- INPUT DATA
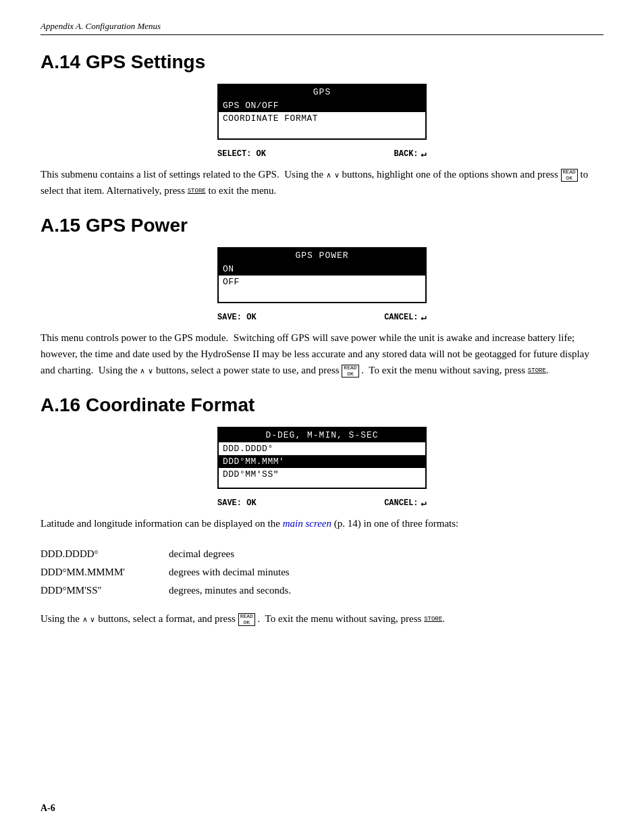 The width and height of the screenshot is (644, 834). What do you see at coordinates (95, 590) in the screenshot?
I see `format-code-3: DDD°MM'SS"` at bounding box center [95, 590].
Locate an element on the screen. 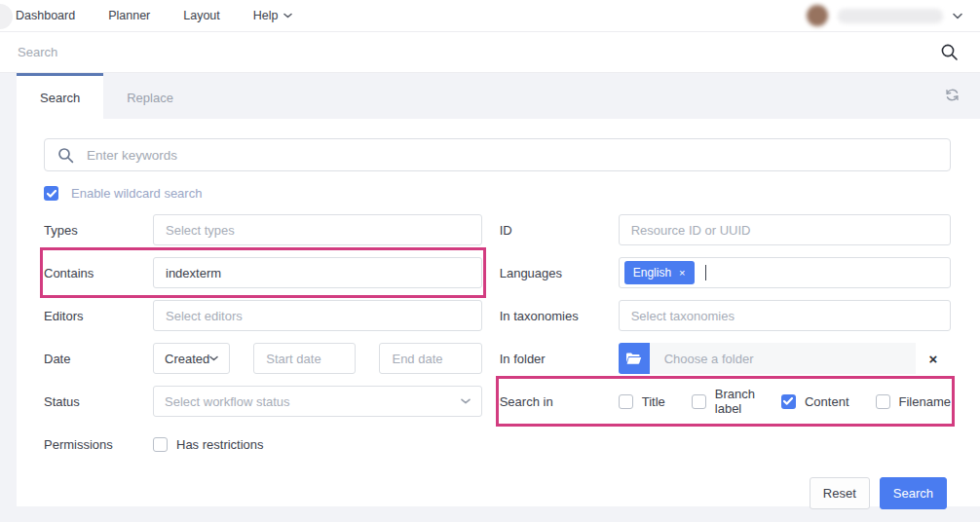 The width and height of the screenshot is (980, 522). option-filename: Filename is located at coordinates (914, 401).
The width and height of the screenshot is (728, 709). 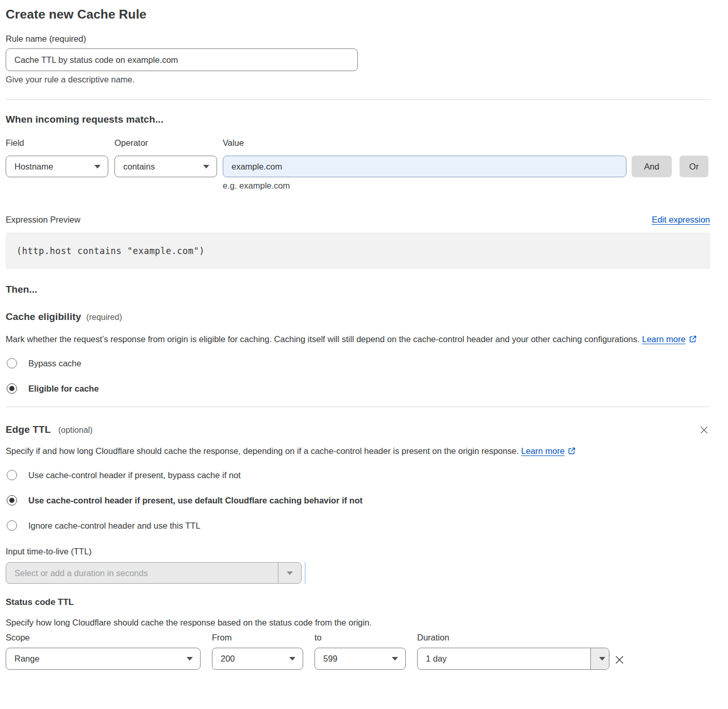 I want to click on edge-ttl-option-default-label: Use cache-control header if present, use…, so click(x=195, y=501).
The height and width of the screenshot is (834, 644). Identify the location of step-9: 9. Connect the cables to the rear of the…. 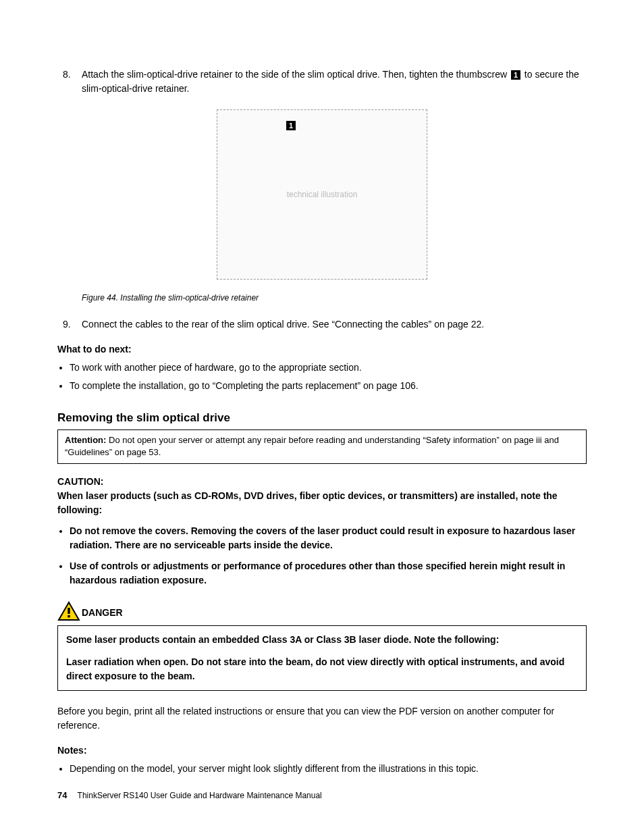
(322, 324).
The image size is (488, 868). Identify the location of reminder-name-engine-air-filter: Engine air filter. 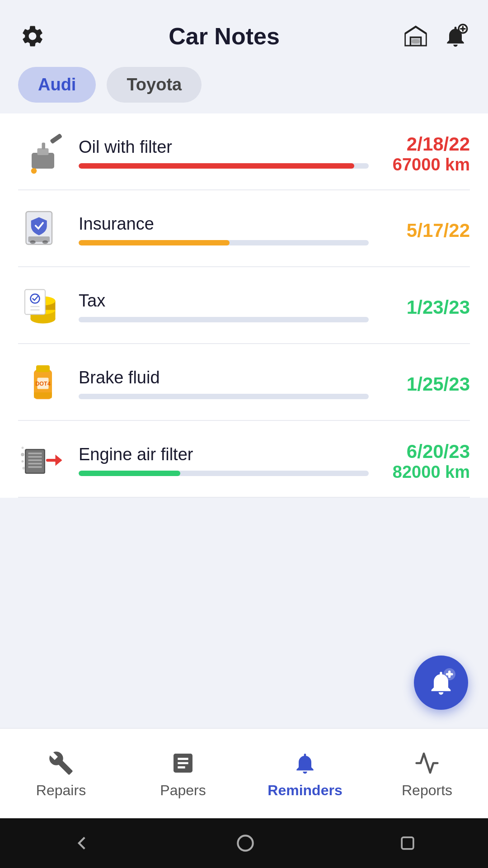
(224, 455).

- PROBLEM DETAILS
Extract the lines beginning with the one that contains "The height and" and ending with the last line of the listing. Keep them exact and drop the pictures.

- RESPONSE TO THIS TASK
The height and width of the screenshot is (834, 644). Identify the location of step-9: 9. Connect the cables to the rear of the…. 
(322, 324).
The image size is (488, 868). Identify the location of reminder-name-engine-air-filter: Engine air filter. 
(224, 455).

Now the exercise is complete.